Wednesday, June 24, 2009

Website Catholicism

In a recent interview on Zoom TV (produced by Salt and Light Television) Winnipeg Archbishop Msgr James Weisberger lamented the advent of "website Catholicism."

Ever since the advent of the internet, orthodox Catholics have been turning to the internet for community and leadership. I can only speak for myself, but I sense that my feelings are widely shared when I say that we have felt very betrayed by the lack of leadership from the bishops in general, with notable exceptions.

One of the symptoms of this abdication of leadership is the Winnipeg Statement, which essentially allowed for Catholic couples to decide whether or not contraception was acceptable for them.
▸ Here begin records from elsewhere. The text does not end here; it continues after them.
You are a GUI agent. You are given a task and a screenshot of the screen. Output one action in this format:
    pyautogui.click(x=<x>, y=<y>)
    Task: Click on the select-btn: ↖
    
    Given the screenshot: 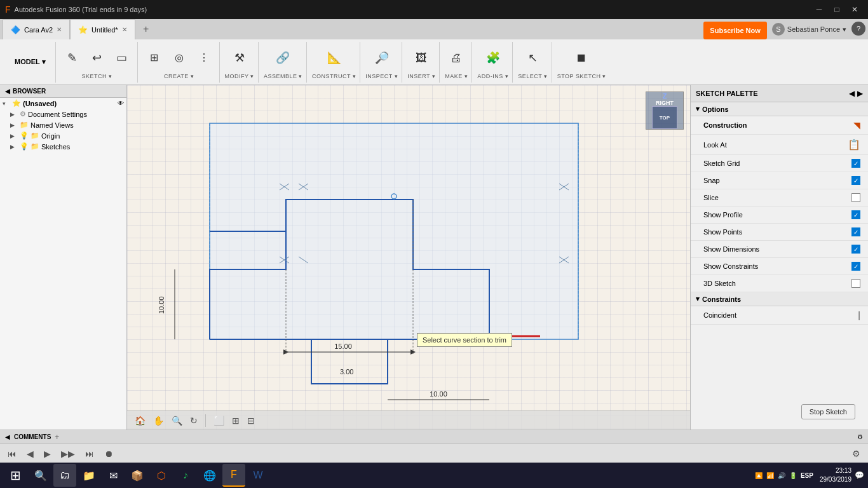 What is the action you would take?
    pyautogui.click(x=533, y=58)
    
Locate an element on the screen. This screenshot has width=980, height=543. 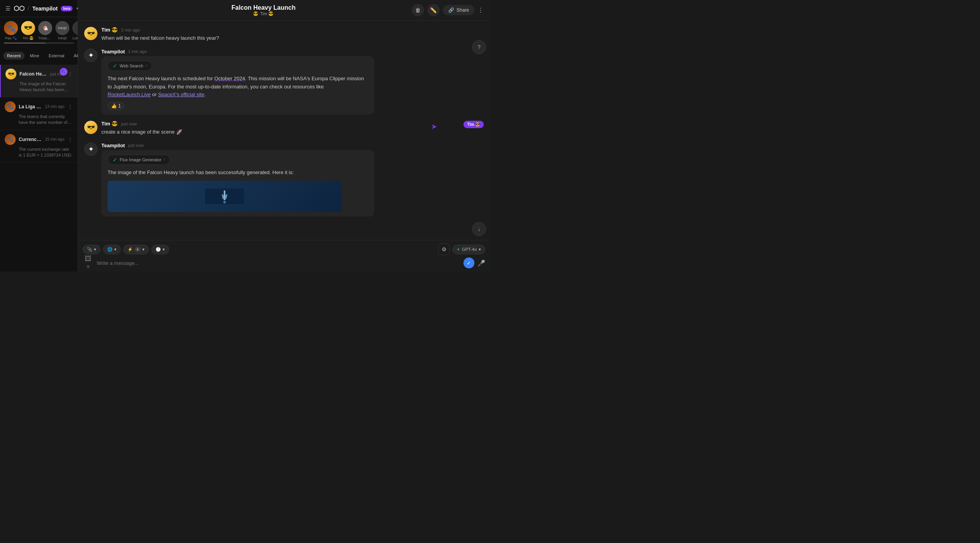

We all know that that's not Church teaching. The Church is fairly clear about this matter: all sexual acts must be open to life.

Anyone who knows anything about Catholicism knows this. But there has been quite a lot of prevaricating in the Church. The Winnipeg Statement has been a kind of portal for the contraceptive mentality in Canada, the guiding light of dissenting Catholics.

If contraception can be "up to the couples", then any doctrine is open to question, in reality.

But now that the D & P scandal has come to light, the bishops are starting to throw their weight around. It's okay to "trust one's conscience" when it comes to contraception, but when it comes to questioning the bishops about their pet organization and the money being funnelled to abortion-promoting groups, well that's not okay.

We're not even questioning Church doctrine, here. We're questioning certain behaviours, certain blindspots in the bishop's judgement.

Although I have a good Archbishop in Ottawa (right now) I'd largely given up on the clergy. As have many pro-lifers. Because the clergy do not seem to care about orthodoxy.

What do I mean by orthodoxy? I'm talking about Catholicism *as the Church teaches it*. I'm talking about ALL Catholic doctrines, not just the ones that are more pleasant to contemplate. I'm talking about being more committed to speaking the truth, the whole truth and nothing but the truth, than to witholding offense.

On websites, you get the real Church. We're not getting the real Church in the parishes, which could explain, to some extent, why they are empty. The baptized do not understand Catholicism because the priests and the bishops won't preach it in its entirety. I don't want Pop psychology niceties. I want doctrine. I want spiritual edification that is an outgrowth of the past, from the Church Fathers right up to the greats of recent times like Therese of Lisieux and Padre Pio.

The clergy seem to be afflicted by modernism. Read Pius X's Pascendi. If that doesn't describe today's clergy, I don't know what does. And if they are not modernist in their affirmations, they are modernist by omission, refusing to come out and state Catholic doctrine in its entirety, with no ifs,ands or buts.

Although there are exceptions, in general, the clergy seem disconnected to the heart of Catholicism. They touch upon the surface; the inoffensive parts, the politically correct parts, the liberal parts, but not the offensive parts, the politically incorrect parts, the traditional parts.

They love to talk about social justice, but not about fetal rights. They love to talk about love and mercy, but nothing about judgement or repentance; they love to talk about the Resurrection but not the Passion; they love to talk about being liberated from one's pain, but not about redemptive suffering.

I could go on and on.

And since the Fathers do not give the bread that the faithful children need, the children will turn elsewhere for it. Have you noticed how Evangelicals are really good at snagging uneducated and uncommitted Catholics?

I really resent that Archbishop Weisberger implied that orthodox Catholics who are concerned about D & P are dissenters, when the real dissenters are being graduated from the seminaries, ordained and they're teaching every dissenting doctrine. And when we object, we're treated like pariahs, like what we say has nothing to do with real Catholicism, when it's all very plainly stated in the Catechism.

While we, who want to be faithful, are mediatically spanked by this Archbishop, nobody thinks: if the clergy had just been faithful in the first place, there wouldn't be this problem.

This reminds me of the neglectful parent, expecting his kids to honour him (because that's what the fourth commandment says) when he's never been a real parent in the first place.

It's a bit much to exact respect and submission when you didn't act like a real parent to begin with.

So yes, until the bishops clean up their act, get in line with thinking of the Church, reject modernism, learn to discipline their dissenting colleagues, the faithful will continue to look elsewhere for guidance and bread. Like abused children, we shouldn't be expected to look up to parents who do not provide what they're supposed to.

I'm all for submission and obedience, but God would never punish starving children for telling off their neglectful parents.